Soon, pyparsing will begin emitting DeprecationWarnings for the legacy names. To ease this transition, the next release 3.2.2 will include a utility to convert in place scripts that use the legacy names. #python

I just released pyparsing 3.2.1 with a very cool addition to the railroad diagrams that pyparsing generates for its parsers - non-terminal diagram elements now link to their definitions elsewhere in the diagram!

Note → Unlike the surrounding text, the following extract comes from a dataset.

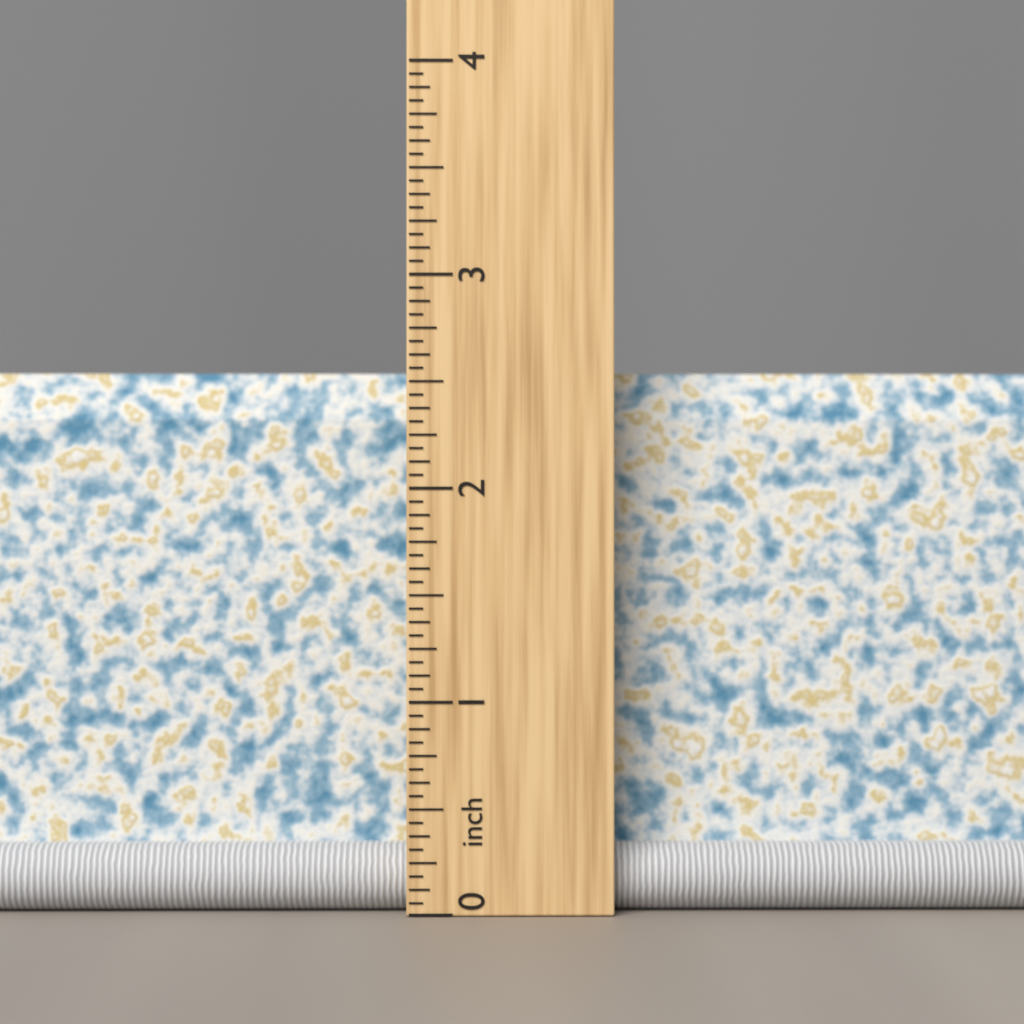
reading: 2.5625 inch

This is pretty handy when the diagram is for a complex parser, as in this demo of a parser/evaluator for time references like "3 weeks from today" or "0800 two days from now" or "in exactly twenty-four hours". #pyparsing #python #parser #railroaddiagram

I'm seeing a number of responses from pyparsing users (or matplotlib users) that they are getting a version of pyparsing that is not compatible with their version of Python (they are running Python 3.8 or older, but the new pyparsing release requires Python 3.9 or later). After some experimenting, I found this `requirements.txt` to help in selecting the right pyparsing version:

matplotlib
pyparsing>=3.2;python_version>="3.9"
pyparsing>=3.1;python_version<"3.9"

Attention #pyparsing users: I just pushed release 3.2.0b3, which will be the last beta before I push out 3.2.0. This includes:

- POSSIBLE BREAKING CHANGE: Fixed bug in `transform_string()` where whitespace in the input string was not properly preserved in the output string.

- `mypy` type checking is now run as part of pyparsing's CI.

- Exception message format can now be customized, by overriding `ParseBaseException.format_message`.

Full release notes here: github.com/pyparsing/pyparsing #python

GitHubGitHub - pyparsing/pyparsing: Python library for creating PEG parsersPython library for creating PEG parsers. Contribute to pyparsing/pyparsing development by creating an account on GitHub.

Attention pyparsing users: I just pushed release 3.2.0b1 which mostly just drops support for Python 3.6-3.8, but also changes some exception messages. Please give this release a try before I push the final release in early October.

Also includes:
- some nice enhancements to mongodb_query_expression.py
- a parser for the Lox language defined in Robert Nystrom's "Crafting Interpreters"

Full release notes here: github.com/pyparsing/pyparsing

GitHubRelease Pyparsing 3.2.0b1 · pyparsing/pyparsingDiscontinued support for Python 3.6, 3.7, and 3.8. Adopted new Python features from Python versions 3.7-3.9: Updated type annotations to use built-in container types instead of names imported from...

I just pushed release 3.1.0b1 of pyparsing. 3.1.0 will include support for python 3.12, and will be the last release to support 3.6 and 3.7. If your project uses pyparsing, *please* download this beta release (using "pip install -U pyparsing==3.1.0b1") and open any compatibility issues you might have at the pyparsing GitHub repo (github.com/pyparsing/pyparsing). #pyparsing #python

GitHubGitHub - pyparsing/pyparsing: Python library for creating PEG parsersPython library for creating PEG parsers. Contribute to pyparsing/pyparsing development by creating an account on GitHub.